At a glance.
- Contact tracing systems and privacy.
- Influence operations shift tactics.
- Australia's government warns of an active state-directed cyber campaign directed at its agencies, universities, and businesses.
Contact-tracing apps continue to face privacy concerns.
The UK is the latest country to abandon a centralized approach to contact-tracing. The BBC reports that the government has decided to abandon its centralized NHSX-developed system in favor of adopting the decentralized Apple-Google contact-notification model. The Telegraph characterizes the attempt to develop a centralized tracer as a "fiasco," accomplishing nothing beyond losing months before coming around to an alternative system the government might have had at the outset.
Canada's contact-tracing app is due to be rolled out in beta on July 2. Global News writes that outside experts have given the app good reviews, but that Canada's federal privacy commissioner has yet to complete its own review.
Influence operations shift from "platform manipulation" to "overt state assets."
In a House Intelligence Committee virtual hearing yesterday, the Hill says that testimony from both Twitter and Facebook reported that state-run disinformation efforts haven't abated, but have instead exhibited a change in tactics.

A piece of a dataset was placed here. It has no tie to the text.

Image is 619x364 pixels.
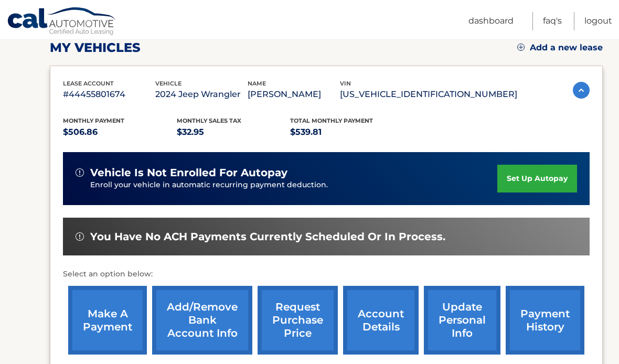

Because the platforms have become more vigilant for, and effective against, coordinated inauthenticity, intelligence services are making greater use of "overt state assets," that is, media outlets controlled by, and generally understood to be controlled by, their governments.
Australia doesn't say they've done so, but in effect they've fired a shot across China's bow.
Australia’s Prime Minister Morrison has said that Australia is under massive and sustained cyberattack. “We know it is a sophisticated state-based cyber actor because of the scale and nature of the targeting and the tradecraft used,” the Wall Street Journal quotes the Prime Minister as saying. He added that all levels of government and most economic sectors are among the targets.
The actor may be sophisticated, but most observers aren’t moving from that to a conclusion that the attacks themselves are advanced or complicated. (The Guardian’s discussion is representative.) To judge from yesterday’s Australian Signals Directorate advisory, the attacks for the most part hit known vulnerabilities with “copy-and-paste” open-source, proof-of-concept exploit code used against public-facing sections of the infrastructure. For the most part the state-based cyber actors are going after a remote code execution vulnerability in unpatched versions of Telerik UI. In other cases they’re chasing a deserialisation vulnerability in Microsoft Internet Information Services (IIS), a 2019 SharePoint vulnerability, or a 2019 Citrix vulnerability.
When that approach fails, the attackers resort to familiar spearphishing. “This spearphishing has,” the ASD warned, “taken the form of:
- “links to credential harvesting websites
- “emails with links to malicious files, or with the malicious file directly attached
- “links prompting users to grant Office 365 OAuth tokens to the actor
- “use of email tracking services to identify the email opening and lure click-through events.”
The state-based actor has shown some talent for conducting reconnaissance of target networks to identify vulnerable services, and ASD thinks the actor may be assembling and maintaining a list of public-facing services so it can hit them quickly after new vulnerabilities are released and before the targets get around to patching them. They’re also pretty good at identifying development, test and orphaned services that tend to be overlooked or even forgotten by the organizations that own them. These activities do argue for a good degree of intelligence and sound management. If we understand “sophisticated” to refer to a solid understanding of how to service targets as opposed to the more usual connotation of exotically crafted, never before seen malware, then perhaps the Prime Minister has a point: in that sense, the state-based group can indeed be called “sophisticated.”
So, OK, we keep saying “state-based group” because that’s what Mr. Morrison calls them. But straight-up, friends, we’re obviously talking about China. The Prime Minister has refused to be drawn on attribution, but he’s generally believed to be describing a Chinese government campaign. ZDNet quotes think-tank sources to the effect that this particular “frog has been boiling for years,” which raises the question of why the Prime Minister would choose this moment to issue his warning. Other sources, for the most part former officials, are telling the Australian Broadcasting Corporation that the campaign may represent payback for Australia’s hard line on Huawei.
So there seems to be a mutual dance of deniable accusation going on here. China hasn’t yet commented on Prime Minister Morrison’s press conference, but it’s denied involvement in recent high-profile attacks on Australian institutions, including Parliament. Those denials haven’t been widely believed. The Prime Minister may have two motivations in making his statement. First, he’s offering China a veiled warning. And second, he’s also interested in changing behavior in his own government agencies: keep your systems patched and well-administered.